By The Herald Editorial Board
The marches and protests continue. So have the shootings.
Saturday, hundreds of thousands of students and their supporters marched throughout the country, including in Washington, D.C., and in Everett and Marysville, in the March for Our Lives, demanding that an end to gun violence and greater safety in schools and communities be made priorities by lawmakers.
The day before, Jaelynn Willey, 16, died in a Maryland hospital, after she was removed from life-support. Jaelynn was one of two students shot March 20 by a fellow student at Great Mills High School in southern Maryland before the shooter was shot and killed by an armed school resource officer.
That shooting, of course, followed the Feb. 14 massacre of 17 students and staff at Parkland, Florida’s Marjory Stoneman Douglas High School by a 19-year-old former student. The outcry and demand for action, much of it led by the Parkland students and their peers across the country, have won moderate success:
Florida’s governor signed legislation that increased the minimum age for gun purchases to 21 from 18, created a three-day waiting period to allow more time for background checks to be completed and banned so-called bump stocks, the devices that allow semi-automatic rifles to fire at a rate comparable to illegal automatic weapons.
Congress, as part of the federal spending bill signed Friday by the president, adopted measures to strengthen the federal background-check system; clarified that the Centers for Disease Control and Prevention is not prohibited from conducting research on the causes of gun violence; and established grant programs to improve security at schools.
And Washington’s Legislature, given a slim Democratic majority in House and Senate, passed a ban on bump stocks. Unlike Florida’s lawmakers, however, it balked at legislation, Senate Bill 6620, that would have raised the age limit to purchase certain semi-automatic rifles to 21 from 18 and brought background-check requirements for those firearms in line with the rules for handguns.
The Legislature’s inability to do more regarding firearm measures, particularly SB6620, is disappointing. Sen. David Frockt, D-Seattle, told The Seattle Times earlier this month that had the bill been allowed votes in both chambers, it had the necessary support to pass, with even a few Republican votes. The bill had been amended to include school safety measures sought by Republicans.
But the bill was met with opposition from gun rights groups that have frustrated efforts in past sessions for even the most-limited measures regarding firearms.
44th District Sen. Steve Hobbs, D-Lake Stevens, explained to the Times the bill was brought up late in the session. “I don’t think it was fully vetted,” Hobbs said about a bill that passed a Senate committee, 14-7.
But that justification rings hollow in the face of support by Hobbs and most other lawmakers for the ill-fated bill — vetoed by the governor — that attempted to largely exempt legislators from the provisions of the Public Records Act. In the span of less than 48 hours, and with little discussion and no debate, lawmakers passed legislation that was far from “fully vetted.”
Current legislators and members of Congress running for re-election and their challengers would do well to consider the public support that is building for firearms legislation.
The Alliance for Gun Responsibility, a Seattle-based nonprofit advocacy group, released results of a February poll that was taken in four suburban legislative districts in Snohomish, King and Pierce counties, including Hobbs’ 44th District, which includes Lake Stevens, parts of Marysville, Snohomish, Mill Creek and surrounding areas of the county.
The polls of registered voters in the 5th, 30th, 44th and 47th districts found that majorities between 77 percent and 82 percent supported increasing the age to purchase so-called assault weapons to 21 from 18 and extending the background-check standard for handguns to those firearms.
The poll of 300 registered voters in the 44th District — 95 percent of whom said they were “almost certain” to vote in the November election — found 77 percent supported the increase in age limit, 64 percent who strongly favored it and 13 who somewhat favored the increase. Even among gun-owners in the 44th, the support was 68 percent.
The poll also asked if support for such legislation would cause them to be more likely to vote for a candidate. Majorities between 64 percent and 70 percent in each of the districts — 67 percent in the 44th District — said a candidate’s support for the legislation would make them “more likely” to vote for that candidate.
Candidates also need to consider the possibility of a surge among young voters in this year’s elections.
A nationwide poll of more than 4,700 adults for Cosmopolitan found that 68 percent of adults, ages 18 to 34, said they were “absolutely certain” to vote in this November’s elections, contrasted against the 25 percent who said they had voted in the 2014 midterm elections.
Candidates for the Legislature and Congress should expect to take some questions on their support for firearms legislation as students who turn 18 this year and their supporters, continue their march to the ballot box.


__TASK TO COMPLETE__: Pull every line containing "document" from the data.

__MATERIAL FOR THIS TASK__:
☆ ☆ ☆

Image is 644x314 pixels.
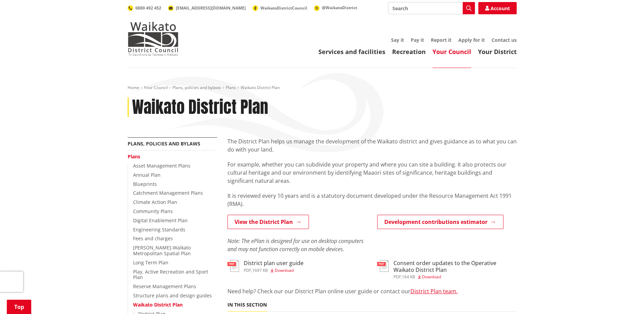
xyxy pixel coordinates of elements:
h1: Waikato District Plan [132,98,268,117]
a: Your Council [433,47,471,56]
a: Community Plans [133,208,173,214]
a: Say it [391,37,404,43]
a: [PERSON_NAME]-Waikato Metropolitan Spatial Plan [133,244,191,257]
nav: breadcrumb [128,85,516,91]
p: For example, whether you can subdivide your property and where you can site a building. It also p... [227,160,516,185]
a: Services and facilities [319,47,385,56]
img: Waikato District Council - Te Kaunihera aa Takiwaa o Waikato [128,22,178,56]
a: 0800 492 452 [128,5,161,11]
div: , [393,275,516,279]
a: Plans [226,84,236,91]
a: Fees and charges [133,235,173,241]
a: Structure plans and design guides [133,292,212,299]
a: Catchment Management Plans [133,190,203,196]
a: [EMAIL_ADDRESS][DOMAIN_NAME] [168,5,246,11]
h3: District plan user guide [244,260,303,267]
a: District plan user guide pdf,1697 KB Download [227,260,303,272]
a: Waikato District Plan [133,301,183,308]
a: WaikatoDistrictCouncil [252,5,307,11]
span: pdf [244,267,251,274]
a: Pay it [411,37,424,43]
a: Plans, policies and bylaws [128,140,200,147]
a: Long Term Plan [133,260,169,266]
a: Report it [431,37,452,43]
span: Download [422,274,441,280]
a: Contact us [491,37,516,43]
span: [EMAIL_ADDRESS][DOMAIN_NAME] [176,5,246,11]
span: @WaikatoDistrict [322,5,357,10]
div: , [244,269,303,273]
span: 164 KB [402,274,415,280]
a: @WaikatoDistrict [314,5,357,10]
span: pdf [393,274,401,280]
a: Climate Action Plan [133,199,177,205]
a: Plans [128,154,140,160]
span: Waikato District Plan [240,84,279,91]
a: Engineering Standards [133,226,185,233]
a: Recreation [392,47,426,56]
a: Plans, policies and bylaws [172,84,221,91]
p: It is reviewed every 10 years and is a statutory document developed under the Resource Management... [227,192,516,208]
p: The District Plan helps us manage the development of the Waikato district and gives guidance as t... [227,137,516,154]
span: 0800 492 452 [135,5,161,11]
a: Your Council [144,84,168,91]
img: document-pdf.svg [227,260,239,272]
a: Blueprints [133,181,157,187]
a: Reserve Management Plans [133,283,197,290]
p: Need help? Check our our District Plan online user guide or contact our [227,287,516,295]
a: Annual Plan [133,172,160,178]
span: 1697 KB [252,267,268,274]
span: WaikatoDistrictCouncil [261,5,307,11]
a: Asset Management Plans [133,163,190,169]
h3: Consent order updates to the Operative Waikato District Plan [393,260,516,273]
a: Digital Enablement Plan [133,217,187,223]
a: Top [7,300,31,314]
h5: In this section [227,302,267,308]
a: District Plan team. [411,287,458,295]
a: Development contributions estimator [377,215,503,229]
a: Play, Active Recreation and Sport Plan [133,269,208,281]
a: Consent order updates to the Operative Waikato District Plan pdf,164 KB Download [377,260,516,278]
a: Home [128,84,139,91]
a: Apply for it [459,37,485,43]
em: Note: The ePlan is designed for use on desktop computers and may not function correctly on mobile... [227,237,364,253]
input: Search input [388,2,475,14]
a: Your District [478,47,516,56]
span: Download [275,267,293,274]
a: View the District Plan [227,215,309,229]
img: document-pdf.svg [377,260,389,272]
a: Account [478,2,516,14]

☆ ☆ ☆

__WRITTEN SOLUTION__:
p: It is reviewed every 10 years and is a statutory document developed under the Resource Management... [227,192,516,208]
img: document-pdf.svg [227,260,239,272]
img: document-pdf.svg [377,260,389,272]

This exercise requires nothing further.